Coca-Cola Mexico Spending $34M to Increase Recycling
Coca-Cola Mexico Spending $34M to Increase Recycling
Coca-Cola Co. and half a dozen of its Mexican bottlers are investing $34 million to double the capacity of the recycling facility in Toluca, 40 miles west of Mexico City.
In a news release, Coca-Cola Mexico said the expansion will enable the plant to recycle 120 million pounds of PET per year, making it tone of the largest recycling facilities in Latin America. PET is the abbreviation of “polyethylene terephthalate,” which is the plastic material used for consumer packaging. Bottles made of PET are recycled to reuse the material out of which they are made to reduce the amount of waste going to landfills.
When this facility first opened in 2009, the plant could reprocess about 64 million pounds of PET, roughly the equivalent of 1 billion bottles, a year and employed 70 workers. These upgrades will more than double the production and facility employment will increase dramatically.
According to PetStar Chairman Miguel Ángel Rabago, speaking at a foundation stone-laying ceremony, the expansion will help create 500 direct and 6,000 indirect jobs.
At the same event, Brian Smith, president of Coca-Cola Mexico, described PetStar as “a vital part” of the Atlanta beverages giant’s sustainable initiatives in Mexico in the area of sustainable packaging - “one of the pillars of our global platform”
The expansion, he said, “will make PetStar the largest food-grade PET recycling project in Latin America. By integrating [operations], from the collection of bottles to the incorporation of new, recycled bottles for our beverage products, [it will be] one of the most relevant projects in the world.”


**EXERCISE AIM:** Please print each record exactly, omitting none of them.

(DATA FOR REVIEW)

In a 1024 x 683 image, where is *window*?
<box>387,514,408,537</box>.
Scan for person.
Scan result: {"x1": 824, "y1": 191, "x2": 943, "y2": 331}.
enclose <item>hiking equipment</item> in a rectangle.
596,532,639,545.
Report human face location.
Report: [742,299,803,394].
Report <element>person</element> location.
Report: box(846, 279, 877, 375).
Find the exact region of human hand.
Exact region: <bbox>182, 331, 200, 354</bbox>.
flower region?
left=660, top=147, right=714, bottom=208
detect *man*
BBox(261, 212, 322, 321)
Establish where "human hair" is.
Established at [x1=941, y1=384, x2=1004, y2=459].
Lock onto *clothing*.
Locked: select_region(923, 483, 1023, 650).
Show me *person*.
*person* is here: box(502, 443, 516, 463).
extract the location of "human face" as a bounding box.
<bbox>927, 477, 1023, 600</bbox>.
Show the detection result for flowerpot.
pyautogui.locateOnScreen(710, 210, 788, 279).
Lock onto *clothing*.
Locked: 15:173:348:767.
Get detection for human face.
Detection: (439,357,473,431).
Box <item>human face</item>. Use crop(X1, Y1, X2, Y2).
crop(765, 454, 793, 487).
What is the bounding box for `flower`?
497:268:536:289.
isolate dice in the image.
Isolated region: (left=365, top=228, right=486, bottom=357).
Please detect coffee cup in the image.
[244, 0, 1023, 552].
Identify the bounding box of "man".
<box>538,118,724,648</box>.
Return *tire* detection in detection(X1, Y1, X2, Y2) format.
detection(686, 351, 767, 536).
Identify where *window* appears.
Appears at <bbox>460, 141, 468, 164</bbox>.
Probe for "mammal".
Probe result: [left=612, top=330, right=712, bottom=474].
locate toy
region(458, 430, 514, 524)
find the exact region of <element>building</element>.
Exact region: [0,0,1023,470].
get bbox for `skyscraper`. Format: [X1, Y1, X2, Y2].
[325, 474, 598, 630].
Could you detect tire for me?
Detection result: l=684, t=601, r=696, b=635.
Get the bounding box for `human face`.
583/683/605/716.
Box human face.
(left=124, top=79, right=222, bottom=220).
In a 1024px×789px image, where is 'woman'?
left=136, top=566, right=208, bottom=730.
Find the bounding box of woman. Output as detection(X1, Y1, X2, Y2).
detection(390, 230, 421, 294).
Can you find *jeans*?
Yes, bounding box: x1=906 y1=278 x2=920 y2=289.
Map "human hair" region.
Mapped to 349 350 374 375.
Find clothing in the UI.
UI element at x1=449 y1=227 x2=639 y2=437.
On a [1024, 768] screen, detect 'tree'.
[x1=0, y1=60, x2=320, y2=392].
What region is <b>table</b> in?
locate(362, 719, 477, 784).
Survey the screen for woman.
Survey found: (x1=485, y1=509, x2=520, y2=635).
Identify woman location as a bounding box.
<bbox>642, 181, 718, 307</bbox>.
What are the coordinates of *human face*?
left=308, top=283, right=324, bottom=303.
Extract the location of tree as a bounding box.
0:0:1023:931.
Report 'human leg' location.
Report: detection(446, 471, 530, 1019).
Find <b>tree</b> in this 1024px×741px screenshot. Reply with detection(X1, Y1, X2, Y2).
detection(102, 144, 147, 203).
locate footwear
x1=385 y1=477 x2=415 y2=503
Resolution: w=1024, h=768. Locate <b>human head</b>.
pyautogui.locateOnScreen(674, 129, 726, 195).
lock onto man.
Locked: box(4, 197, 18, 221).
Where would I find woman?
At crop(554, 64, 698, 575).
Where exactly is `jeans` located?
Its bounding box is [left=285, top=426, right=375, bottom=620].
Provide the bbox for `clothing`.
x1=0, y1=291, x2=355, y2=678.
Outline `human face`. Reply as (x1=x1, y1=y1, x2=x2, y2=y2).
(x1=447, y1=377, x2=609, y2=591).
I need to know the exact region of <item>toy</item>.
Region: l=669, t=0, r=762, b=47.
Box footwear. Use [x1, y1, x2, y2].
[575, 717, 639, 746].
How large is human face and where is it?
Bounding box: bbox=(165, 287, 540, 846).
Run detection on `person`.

(End DATA FOR REVIEW)

**ANSWER:**
In a 1024 x 683 image, where is *window*?
<box>387,514,408,537</box>.
Scan for person.
Scan result: {"x1": 824, "y1": 191, "x2": 943, "y2": 331}.
enclose <item>hiking equipment</item> in a rectangle.
596,532,639,545.
Report human face location.
Report: [742,299,803,394].
Report <element>person</element> location.
Report: box(846, 279, 877, 375).
Find the exact region of human hand.
Exact region: <bbox>182, 331, 200, 354</bbox>.
flower region?
left=660, top=147, right=714, bottom=208
detect *man*
BBox(261, 212, 322, 321)
Establish where "human hair" is.
Established at [x1=941, y1=384, x2=1004, y2=459].
Lock onto *clothing*.
Locked: select_region(923, 483, 1023, 650).
Show me *person*.
*person* is here: box(502, 443, 516, 463).
extract the location of "human face" as a bounding box.
<bbox>927, 477, 1023, 600</bbox>.
Show the detection result for flowerpot.
pyautogui.locateOnScreen(710, 210, 788, 279).
Lock onto *clothing*.
Locked: 15:173:348:767.
Get detection for human face.
Detection: (439,357,473,431).
Box <item>human face</item>. Use crop(X1, Y1, X2, Y2).
crop(765, 454, 793, 487).
What is the bounding box for `flower`?
497:268:536:289.
isolate dice in the image.
Isolated region: (left=365, top=228, right=486, bottom=357).
Please detect coffee cup in the image.
[244, 0, 1023, 552].
Identify the bounding box of "man".
<box>538,118,724,648</box>.
Return *tire* detection in detection(X1, Y1, X2, Y2) format.
detection(686, 351, 767, 536).
Identify where *window* appears.
Appears at <bbox>460, 141, 468, 164</bbox>.
Probe for "mammal".
Probe result: [left=612, top=330, right=712, bottom=474].
locate toy
region(458, 430, 514, 524)
find the exact region of <element>building</element>.
Exact region: [0,0,1023,470].
get bbox for `skyscraper`. Format: [X1, Y1, X2, Y2].
[325, 474, 598, 630].
Could you detect tire for me?
Detection result: l=684, t=601, r=696, b=635.
Get the bounding box for `human face`.
583/683/605/716.
Box human face.
(left=124, top=79, right=222, bottom=220).
In a 1024px×789px image, where is 'woman'?
left=136, top=566, right=208, bottom=730.
Find the bounding box of woman. Output as detection(X1, Y1, X2, Y2).
detection(390, 230, 421, 294).
Can you find *jeans*?
Yes, bounding box: x1=906 y1=278 x2=920 y2=289.
Map "human hair" region.
Mapped to 349 350 374 375.
Find clothing in the UI.
UI element at x1=449 y1=227 x2=639 y2=437.
On a [1024, 768] screen, detect 'tree'.
[x1=0, y1=60, x2=320, y2=392].
What region is <b>table</b> in?
locate(362, 719, 477, 784).
Survey the screen for woman.
Survey found: (x1=485, y1=509, x2=520, y2=635).
Identify woman location as a bounding box.
<bbox>642, 181, 718, 307</bbox>.
What are the coordinates of *human face*?
left=308, top=283, right=324, bottom=303.
Extract the location of tree as a bounding box.
0:0:1023:931.
Report 'human leg' location.
Report: detection(446, 471, 530, 1019).
Find <b>tree</b> in this 1024px×741px screenshot. Reply with detection(X1, Y1, X2, Y2).
detection(102, 144, 147, 203).
locate footwear
x1=385 y1=477 x2=415 y2=503
Resolution: w=1024, h=768. Locate <b>human head</b>.
pyautogui.locateOnScreen(674, 129, 726, 195).
lock onto man.
Locked: box(4, 197, 18, 221).
Where would I find woman?
At crop(554, 64, 698, 575).
Where exactly is `jeans` located?
Its bounding box is [left=285, top=426, right=375, bottom=620].
Provide the bbox for `clothing`.
x1=0, y1=291, x2=355, y2=678.
Outline `human face`. Reply as (x1=x1, y1=y1, x2=x2, y2=y2).
(x1=447, y1=377, x2=609, y2=591).
I need to know the exact region of <item>toy</item>.
Region: l=669, t=0, r=762, b=47.
Box footwear. Use [x1, y1, x2, y2].
[575, 717, 639, 746].
How large is human face and where is it?
Bounding box: bbox=(165, 287, 540, 846).
Run detection on `person`.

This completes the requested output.